Lieberman's boomerang reminds us that voters represent a meager percentage of the total populace — and that bloggers are an even tinier subset of that group. Consequently, what appears to be a coast-to-coast juggernaut on a 17-inch monitor is, in the real world, simply an elaborate PC-to-PC chain letter — enthusiastic, but not necessarily the national mindset.
"There isn't much point in detailing the chest thumping of the various blognut extremists," wrote Time's Joe Klein in his analysis of the Lamont victory. "Their reach is minuscule."
For those who think Klein is underestimating the power of the blog, I have four words: Howard Dean for president.
Among the Kossack "blognuts" and the Hollyweirdos on HuffnPuff, there are enough cockamamie demonstrations of grandiosity, egomania and shrill hysteric mass psychosis to fill Comintern or Walpurgisnacht. Now cable TV has a failed sportscaster shrieking that Rumsfeld is a fascist for calling Islamofascists fascist! But sensible Joe Klein, who writes at the Brewster Women's Library right down the road from our place on Cape Cod, sums it up correctly with "Their reach is minuscule." Kluger compares the Kossacks and Hollyweirdos [and their far-right counterparts] in terms of child-rearing:
Ever since the first smarty-pants posted his first unsolicited opinion on the Internet, Americans have become captivated by blog-o-mania — for good reason. For once, we own and operate our own public medium. Power to the people. Vox populi.
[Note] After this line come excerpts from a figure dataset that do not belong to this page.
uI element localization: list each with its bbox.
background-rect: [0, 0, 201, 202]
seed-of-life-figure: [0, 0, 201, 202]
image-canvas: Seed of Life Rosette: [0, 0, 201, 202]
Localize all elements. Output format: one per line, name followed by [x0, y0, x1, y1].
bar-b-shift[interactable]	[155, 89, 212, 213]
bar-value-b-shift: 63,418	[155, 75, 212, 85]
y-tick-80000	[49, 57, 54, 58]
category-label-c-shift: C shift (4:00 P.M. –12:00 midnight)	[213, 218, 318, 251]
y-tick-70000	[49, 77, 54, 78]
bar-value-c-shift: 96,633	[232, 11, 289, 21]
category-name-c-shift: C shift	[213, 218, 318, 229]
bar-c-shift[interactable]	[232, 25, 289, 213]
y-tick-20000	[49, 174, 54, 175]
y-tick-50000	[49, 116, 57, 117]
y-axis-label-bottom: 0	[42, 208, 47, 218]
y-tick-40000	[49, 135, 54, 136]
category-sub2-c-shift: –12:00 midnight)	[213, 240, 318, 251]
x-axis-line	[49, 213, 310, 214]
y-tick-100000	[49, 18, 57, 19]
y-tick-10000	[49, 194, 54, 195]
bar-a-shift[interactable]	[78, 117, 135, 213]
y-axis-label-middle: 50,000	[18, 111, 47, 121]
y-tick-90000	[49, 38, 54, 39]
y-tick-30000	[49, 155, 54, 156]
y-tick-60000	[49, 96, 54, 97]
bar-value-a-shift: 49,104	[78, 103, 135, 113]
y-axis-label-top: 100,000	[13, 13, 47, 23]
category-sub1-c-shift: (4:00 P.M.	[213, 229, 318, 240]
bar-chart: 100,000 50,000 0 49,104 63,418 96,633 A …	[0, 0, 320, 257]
Yadda-yadda.
And yet, as the scrambling suits at Lamont headquarters....now know, it's easy to be seduced by one's own hype, especially when that hype is preceded by a "www." Now it's time to play catch-up ball. Lamont's handlers will have to face a candidate who will surely try to have it both ways on the campaign trail.... That's the way the blog bounces.
As an occasional blogger myself, I'm still wary of the phenomenon. On one hand, it can be liberating to log on and spout off, unencumbered by editorial oversight.
On the other hand, as August 2006 clearly demonstrates, bloggers can just as easily get it wrong. That's worth remembering.
The whole thing reminds me of child-rearing. As the parent of any toddler can tell you, the younger the child, the louder the screams for attention — and quite often, the degree of the crisis is in reverse proportion to the decibels of the bellows.
To that end, it's important to remember that the blogosphere is still in its infancy, and like any kid, it needs to be watched very carefully.
I disagree if this means monitoring for violations of PC or censorship for vulgar or obscene language. Bloggers are as various and diverse as the general population. For every dozen bloggers on the left, there are close to a dozen on the right. It's the old "marketplace of ideas" pushed to the ultimate individualism of American democracy. Or Leibnizian monadism, if you wish a continental nuance.
Blogging should be monitored only for the sort of plots and conspiracies uncovered by the Canadian police when they found twenty-three "normal, average Canadian citizens" [who coincidentally all had Muslim names] conspiring to blow up the Toronto HQ of the National Police and some government buildings in Ottawa.
But perhaps I am confusing chat rooms with blogging. Unlike the paranoids on the civil liberty barricades, I believe some monitoring [not supervising] by government authorities is okay. So NSA wiretaps for national security are also okay by me, as long as they have some basis in blocking terrorism or apprehending criminals.
In these cases, the common good supersedes individual rights of privacy.